I’ve been keeping myself busy during coronavirus lockdown, learning to make 3D (three dimensional) models. It’s an outcome of Photogrammetry, the science of making measurements from photographs. The input is the photographs, and the output could be a map, a drawing, a measurement, or in this case a 3D model of a real object or scene. The YouTube videos demonstrating how to do this usually use something like a stone to photograph I make 3D. I decided to set myself a far more complicated challenge which was photographing the Monterey Cypress seedpods In the interactive box below, go ahead and make it full screen, you’ll get a better idea of what it looks like.

This seemed like a natural progression from my constructed images, where I was making photographs of from up to 200 separate photographs, and from my work for ArtUK photographing sculpture in various museums and other cultural institutions within the South West region. This 3D Image is made from 400 separate photographs all taken of The Monterey Cypress seedpods in my studio using flash lighting and an automated turntable. The images were then constructed together using Agisoft Metashape software, which took days but hopefully this will get quicker!

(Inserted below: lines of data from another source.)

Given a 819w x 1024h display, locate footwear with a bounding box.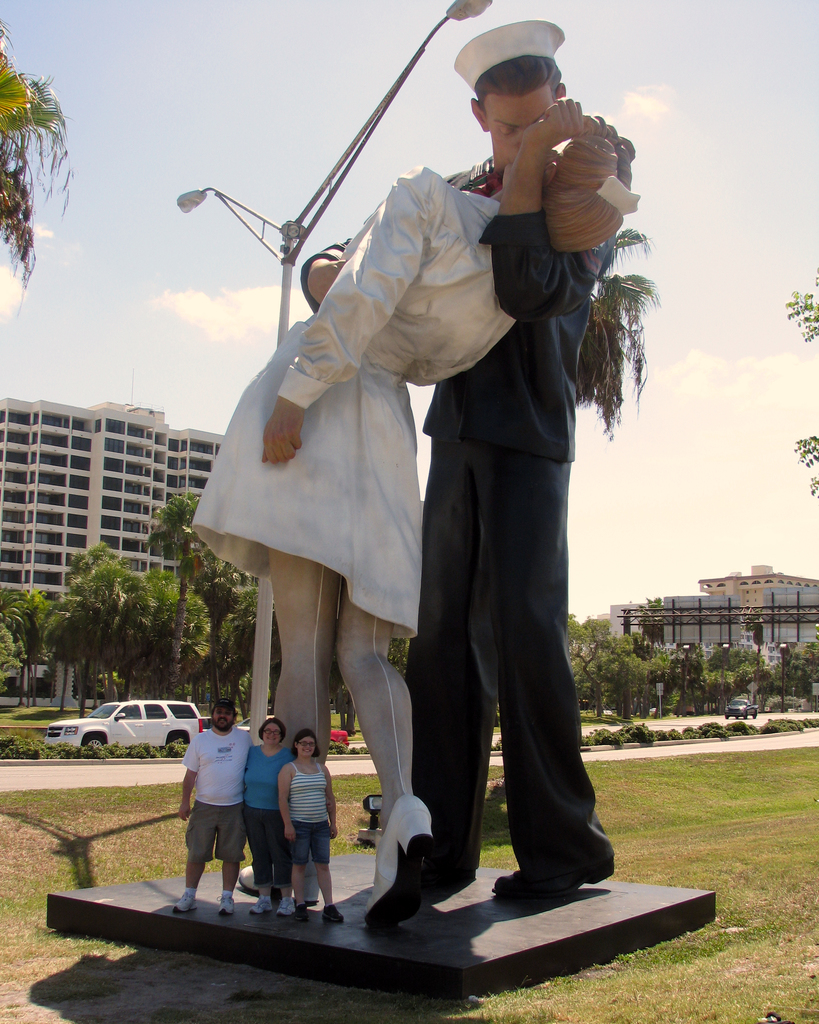
Located: 493,852,615,897.
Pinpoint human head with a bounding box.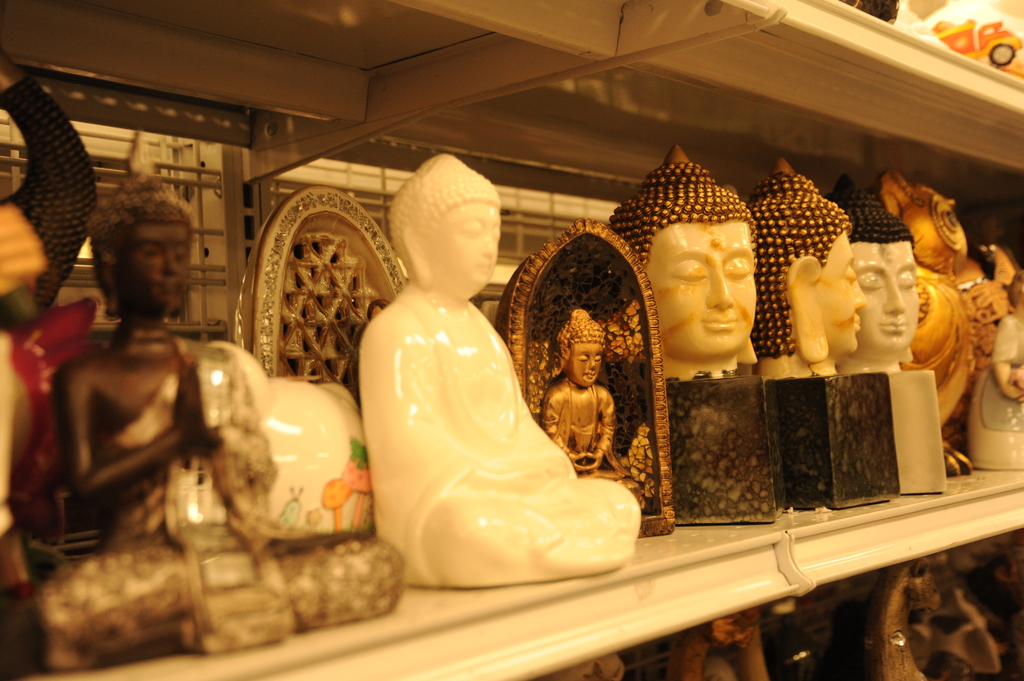
828, 174, 920, 358.
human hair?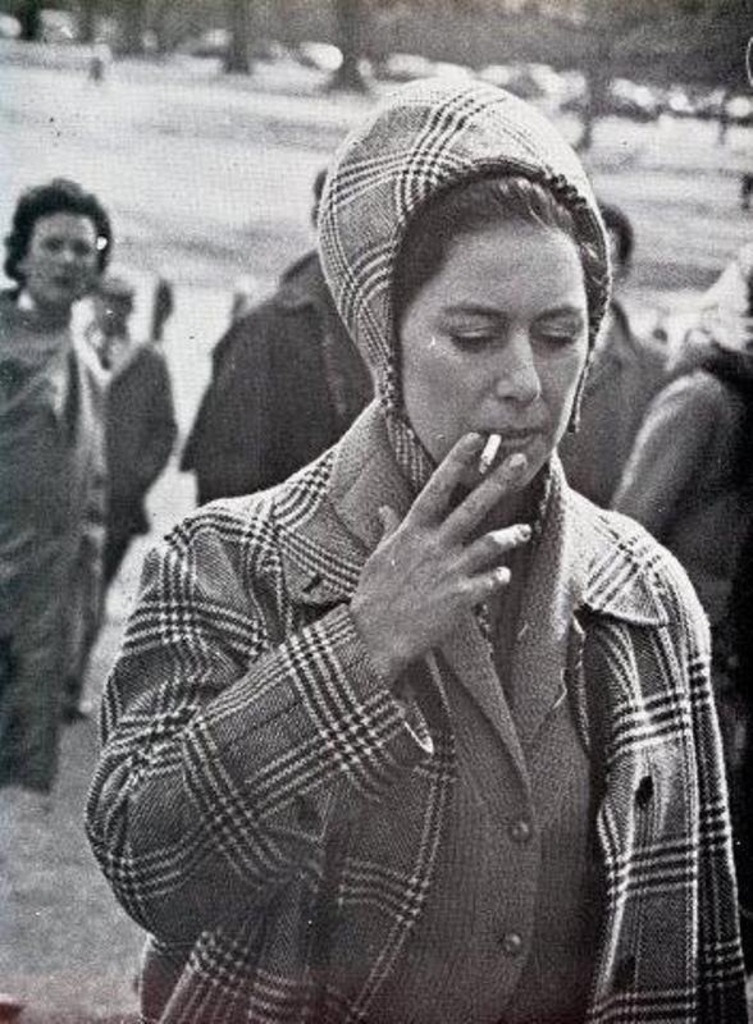
bbox(401, 175, 602, 319)
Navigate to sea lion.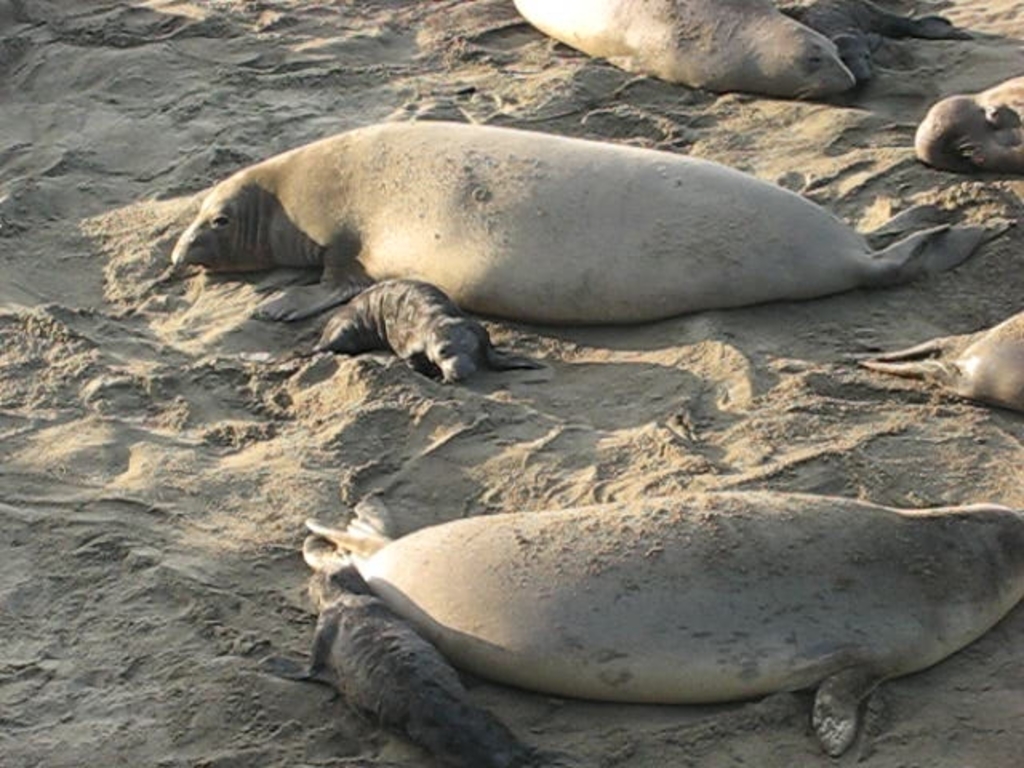
Navigation target: bbox=[859, 312, 1022, 421].
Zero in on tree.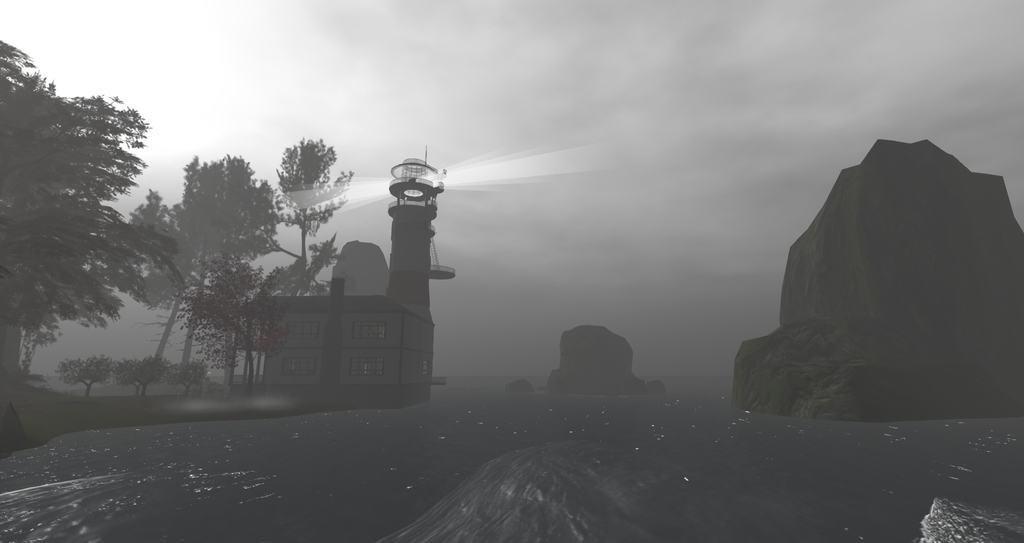
Zeroed in: 116, 357, 161, 390.
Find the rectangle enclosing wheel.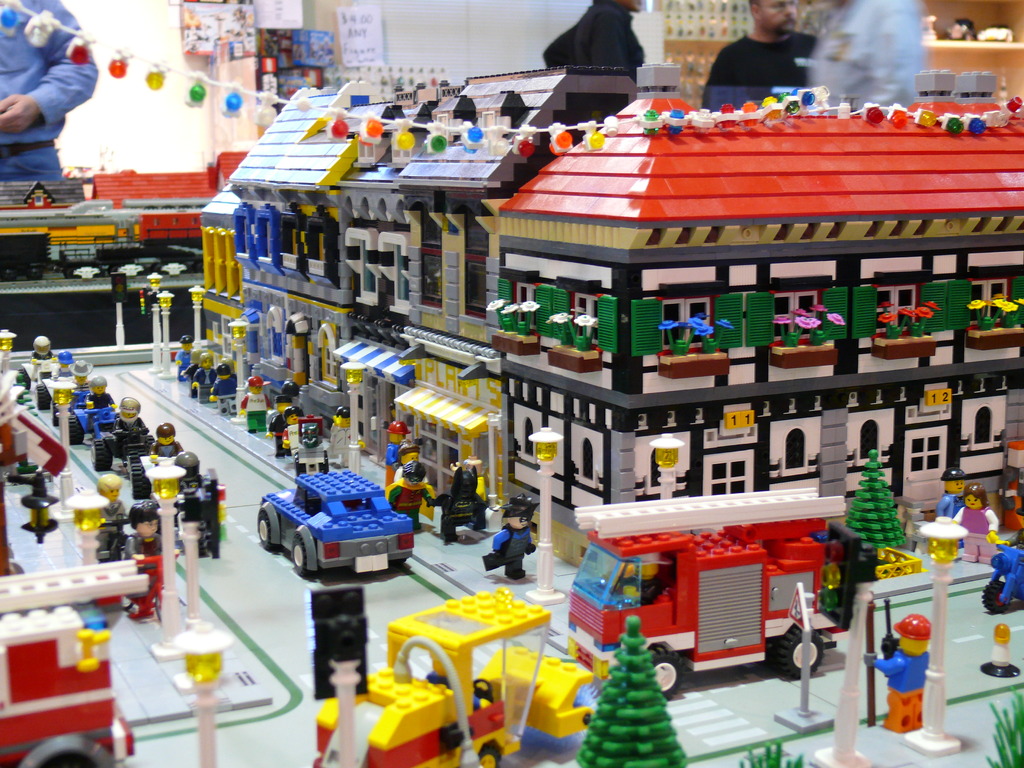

My model is held on a platform website called Sketchfab, the equivalent of YouTube for 3D models. Is the largest international platform for cultural heritage 3D online, and it is used by institutions like the British Museum and the Science Museum etc.

I am expecting that the single image type of documentation that I’ve been used to photographing museum objects will become a thing of the past as 3D models take their place. They can give a virtual viewer a far greater understanding of what an object is actually is like, and there is the ability to zoom in and move around an object just like have you would want to in a physical museum.

I’m looking forward to making a 3D model of have something made of clay next. I might try a complete pot or maybe just a sherd or fragment from Bideford’s rich Elizabethan past.